The implementation below provides a general example of how to anonymize sensitive information in messages exchanged between a user and an LLM. It is not exhaustive and does not account for all cases. Test any implementation thoroughly before using it in production.
Comprehend is a natural language processing service that can detect personally identifiable information. The implementation below uses Comprehend to anonymize inputs and outputs before they are sent to LangSmith. For up to date information, please refer to Comprehend’s official documentation. To use Comprehend, install boto3:
Also, install OpenAI:
You will need to set up credentials in AWS and authenticate using the AWS CLI. Follow the AWS Comprehend setup instructions.

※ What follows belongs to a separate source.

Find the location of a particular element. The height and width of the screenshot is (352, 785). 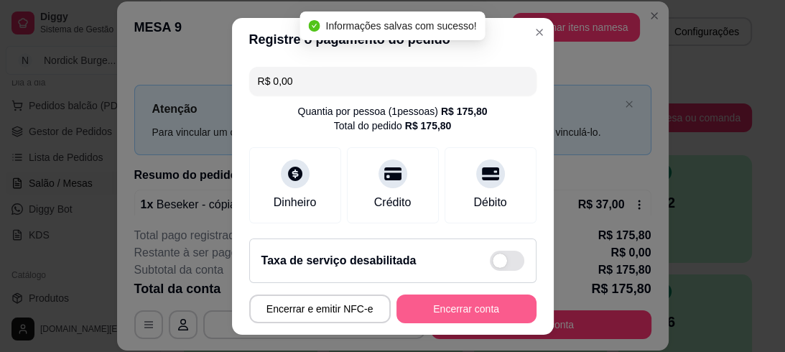

div: Total do pedido is located at coordinates (393, 126).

The anonymized run will look like this in LangSmith: Anonymized run The non-anonymized run will look like this in LangSmith: Non-anonymized run

Batch processing for high-throughput masking

The previous approaches on this page process each run individually. If your masking logic involves a rate-limited API or model inference—such as the Presidio or Amazon Comprehend examples—processing runs one at a time can create a bottleneck. process_buffered_run_ops lets you intercept a batch of raw run dicts before they are serialized and sent to the API, so you can amortize the cost across multiple runs at once. LangSmith processes these runs in a background thread, which does not block your application. LangSmith holds runs in an in-memory buffer and flushes them as a batch when either:
  • run_ops_buffer_size run operations have accumulated, or
  • run_ops_buffer_timeout_ms milliseconds have elapsed since the last run was added (default: 5000 ms).
Your function receives the batch as a list of raw run dicts and must return a list of the same length, in the same order, with run IDs unchanged. Breaking either constraint raises a ValueError.
run_ops_buffer_size counts individual run operations, not unique runs. Each traced call typically produces two operations: a create (when the run starts) and an update (when it ends with outputs). Set your buffer size accordingly. For example, run_ops_buffer_size=1000 will buffer approximately 500 traced calls. Because of this, the same run ID may appear twice in a single batch: once with inputs and once with outputs.
The buffer only flushes automatically when the size limit is reached or the timeout elapses. Always call client.flush() before your program exits to avoid dropping buffered runs.
Each run dict in the batch is either a create operation (with inputs, sent when the run starts) or an update operation (with outputs, sent when it ends). Here’s what a typical pair looks like for a single traced call:
The following example uses Comprehend’s batch_detect_entities endpoint, which accepts up to 25 texts per call. With the per-run approach (hide_inputs) you would make one API call per run. Here, all message texts across the entire buffer are gathered first, then sent to Comprehend in chunks of 25, which results in significantly fewer API calls at high throughput.
process_buffered_run_ops and run_ops_buffer_size must always be set together—providing one without the other raises a ValueError.